Following his solo exhibition at the gallery, Mark Manders (°1968, Volkel, NL) now exhibits a new series of drawings. Manders’ drawings, often only pencil on paper, form an important part of his oeuvre in which each work is a fragment of what he describes as a ‘self-portrait as a building’. Manders’ drawings and sculptural installations form ‘memory spaces’ in which the thoughts and feelings of a fictive poetic self are materialized. For Manders, drawing is more an investigation of thought than an investigation of observation: ‘before I’ve drawn them, the drawings are often as short and compact as thoughts. It’s interesting to look at yourself from the outside as you were drawing and see how the thoughts you portray are partly visual and partly linguistic. The beautiful thing about a drawing is that you can seize it as an image in your mind, but the moment you want to comprehend the image, the drawing becomes spherical, and the mind can no longer illuminate it from all sides at the same time.’
Johannes Kahrs (°1965 Bremen, DE) shows two large, monochrome pastel drawings. His work confronts us with images that are difficult to place at first sight and focuses on the fragmentary representation of the human body, using a dark and intense colour palette and an uncommon framing and focus. ‘Untitled (portrait and sign)’ shows a portrait of a woman with downcast eyes.
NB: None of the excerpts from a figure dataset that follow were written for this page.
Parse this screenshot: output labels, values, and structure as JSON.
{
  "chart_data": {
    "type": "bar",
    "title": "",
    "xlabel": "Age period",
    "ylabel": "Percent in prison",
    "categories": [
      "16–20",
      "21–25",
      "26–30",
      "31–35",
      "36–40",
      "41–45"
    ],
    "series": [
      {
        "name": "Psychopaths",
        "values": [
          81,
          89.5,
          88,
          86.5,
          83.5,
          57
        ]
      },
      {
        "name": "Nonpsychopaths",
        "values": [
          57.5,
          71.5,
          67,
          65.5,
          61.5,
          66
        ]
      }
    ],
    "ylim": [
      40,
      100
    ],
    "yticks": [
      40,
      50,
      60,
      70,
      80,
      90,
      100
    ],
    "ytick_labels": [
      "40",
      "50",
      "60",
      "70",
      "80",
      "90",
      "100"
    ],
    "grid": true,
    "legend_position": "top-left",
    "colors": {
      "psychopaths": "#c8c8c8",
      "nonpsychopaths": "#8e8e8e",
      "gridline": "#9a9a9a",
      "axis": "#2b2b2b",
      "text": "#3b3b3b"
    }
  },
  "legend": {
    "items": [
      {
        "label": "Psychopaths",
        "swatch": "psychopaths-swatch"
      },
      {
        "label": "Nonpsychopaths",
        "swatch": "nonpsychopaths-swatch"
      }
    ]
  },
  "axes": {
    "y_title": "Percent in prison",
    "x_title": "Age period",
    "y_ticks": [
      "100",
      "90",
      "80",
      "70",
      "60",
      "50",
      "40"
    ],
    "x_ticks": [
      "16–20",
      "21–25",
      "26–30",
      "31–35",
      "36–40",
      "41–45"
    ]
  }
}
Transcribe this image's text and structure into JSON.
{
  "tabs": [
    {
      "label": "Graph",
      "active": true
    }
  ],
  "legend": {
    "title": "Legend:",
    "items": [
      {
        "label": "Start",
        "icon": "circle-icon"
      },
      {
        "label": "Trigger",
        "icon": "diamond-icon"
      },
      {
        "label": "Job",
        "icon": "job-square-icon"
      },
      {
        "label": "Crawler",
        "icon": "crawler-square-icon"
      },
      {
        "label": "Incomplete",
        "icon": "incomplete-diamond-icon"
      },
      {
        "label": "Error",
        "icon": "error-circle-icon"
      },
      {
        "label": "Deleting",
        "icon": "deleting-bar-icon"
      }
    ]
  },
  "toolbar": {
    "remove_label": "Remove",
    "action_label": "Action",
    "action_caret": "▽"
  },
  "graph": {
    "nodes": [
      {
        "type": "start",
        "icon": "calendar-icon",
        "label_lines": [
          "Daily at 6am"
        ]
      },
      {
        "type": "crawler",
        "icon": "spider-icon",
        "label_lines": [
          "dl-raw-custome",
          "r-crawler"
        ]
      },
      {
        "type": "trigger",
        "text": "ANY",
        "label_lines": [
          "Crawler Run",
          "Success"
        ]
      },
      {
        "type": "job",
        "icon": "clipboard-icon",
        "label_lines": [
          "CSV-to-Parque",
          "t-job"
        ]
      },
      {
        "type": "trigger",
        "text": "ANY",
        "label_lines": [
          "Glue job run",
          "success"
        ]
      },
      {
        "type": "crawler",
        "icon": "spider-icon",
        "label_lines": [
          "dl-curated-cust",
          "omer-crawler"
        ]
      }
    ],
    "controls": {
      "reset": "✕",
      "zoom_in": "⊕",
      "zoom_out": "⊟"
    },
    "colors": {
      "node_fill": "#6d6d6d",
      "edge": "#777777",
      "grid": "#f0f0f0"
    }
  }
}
Her fingers, drawn in a sharp and contrasting way, are crossed in a sign and prominently placed on the foreground of the image. In ‘Untitled (young man with mask), a naked young man, seen from a low point of view and build up in blurring layers of pastel, looks at us through a small, black mask.
Both portraits are based on photographs in which the persons are exposed to the camera and the viewer in a brutal and direct way. The same violent exposure can be found in the pastels where the ambiguity of the image is nevertheless further intensified through the pictorial complexity of the works.
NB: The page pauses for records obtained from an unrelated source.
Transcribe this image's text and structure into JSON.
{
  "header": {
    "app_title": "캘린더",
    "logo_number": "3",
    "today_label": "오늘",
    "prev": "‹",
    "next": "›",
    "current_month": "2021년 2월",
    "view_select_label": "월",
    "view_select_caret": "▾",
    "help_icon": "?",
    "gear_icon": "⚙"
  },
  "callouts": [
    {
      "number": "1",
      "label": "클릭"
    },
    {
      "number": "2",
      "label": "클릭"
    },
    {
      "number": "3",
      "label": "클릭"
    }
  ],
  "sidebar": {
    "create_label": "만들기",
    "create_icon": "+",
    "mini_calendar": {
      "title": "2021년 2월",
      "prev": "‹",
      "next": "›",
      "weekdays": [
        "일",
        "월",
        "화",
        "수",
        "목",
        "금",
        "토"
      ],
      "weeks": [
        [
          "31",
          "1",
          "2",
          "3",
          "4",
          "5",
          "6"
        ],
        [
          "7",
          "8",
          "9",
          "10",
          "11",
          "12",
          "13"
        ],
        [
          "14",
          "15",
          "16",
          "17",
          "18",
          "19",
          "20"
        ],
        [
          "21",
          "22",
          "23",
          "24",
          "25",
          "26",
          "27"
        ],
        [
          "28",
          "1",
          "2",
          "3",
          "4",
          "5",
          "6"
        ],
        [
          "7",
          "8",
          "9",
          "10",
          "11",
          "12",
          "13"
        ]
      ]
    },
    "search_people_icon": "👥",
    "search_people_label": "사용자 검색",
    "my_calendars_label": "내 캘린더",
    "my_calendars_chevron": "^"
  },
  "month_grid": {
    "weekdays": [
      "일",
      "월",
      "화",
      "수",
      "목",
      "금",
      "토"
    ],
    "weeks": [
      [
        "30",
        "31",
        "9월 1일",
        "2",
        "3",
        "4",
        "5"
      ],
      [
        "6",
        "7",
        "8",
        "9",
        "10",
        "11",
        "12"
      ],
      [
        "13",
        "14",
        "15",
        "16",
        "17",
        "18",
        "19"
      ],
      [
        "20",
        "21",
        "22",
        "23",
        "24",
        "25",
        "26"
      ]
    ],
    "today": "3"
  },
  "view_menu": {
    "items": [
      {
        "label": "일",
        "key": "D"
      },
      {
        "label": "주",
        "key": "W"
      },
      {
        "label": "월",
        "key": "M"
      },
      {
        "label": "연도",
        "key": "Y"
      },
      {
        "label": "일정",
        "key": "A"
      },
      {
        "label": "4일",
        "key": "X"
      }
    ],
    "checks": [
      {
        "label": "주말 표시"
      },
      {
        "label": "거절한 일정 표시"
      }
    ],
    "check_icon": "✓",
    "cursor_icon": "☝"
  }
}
The works on paper by Maria Serebriakova (°1965 Moscow, RU) are subtly balanced compositions of common, everyday objects and silent sea and landscapes, painted in pale shades of grey, black and blue. Spheres and perforations reflecting and multiplating in vast waters, an undulating landscape painted in rhythmic brush strokes, a chair or transparent forms attached to branch-like structures, all breathe a particularly quiet atmosphere. The dull palette that is used enhances the overwhelming sense of stillness and ascesis. Rather than referring to concrete places, Serebriakova’s works can be seen as mental landscapes, projections and open territories of imaginary inscription, expressed in a sober and gentle artistic language.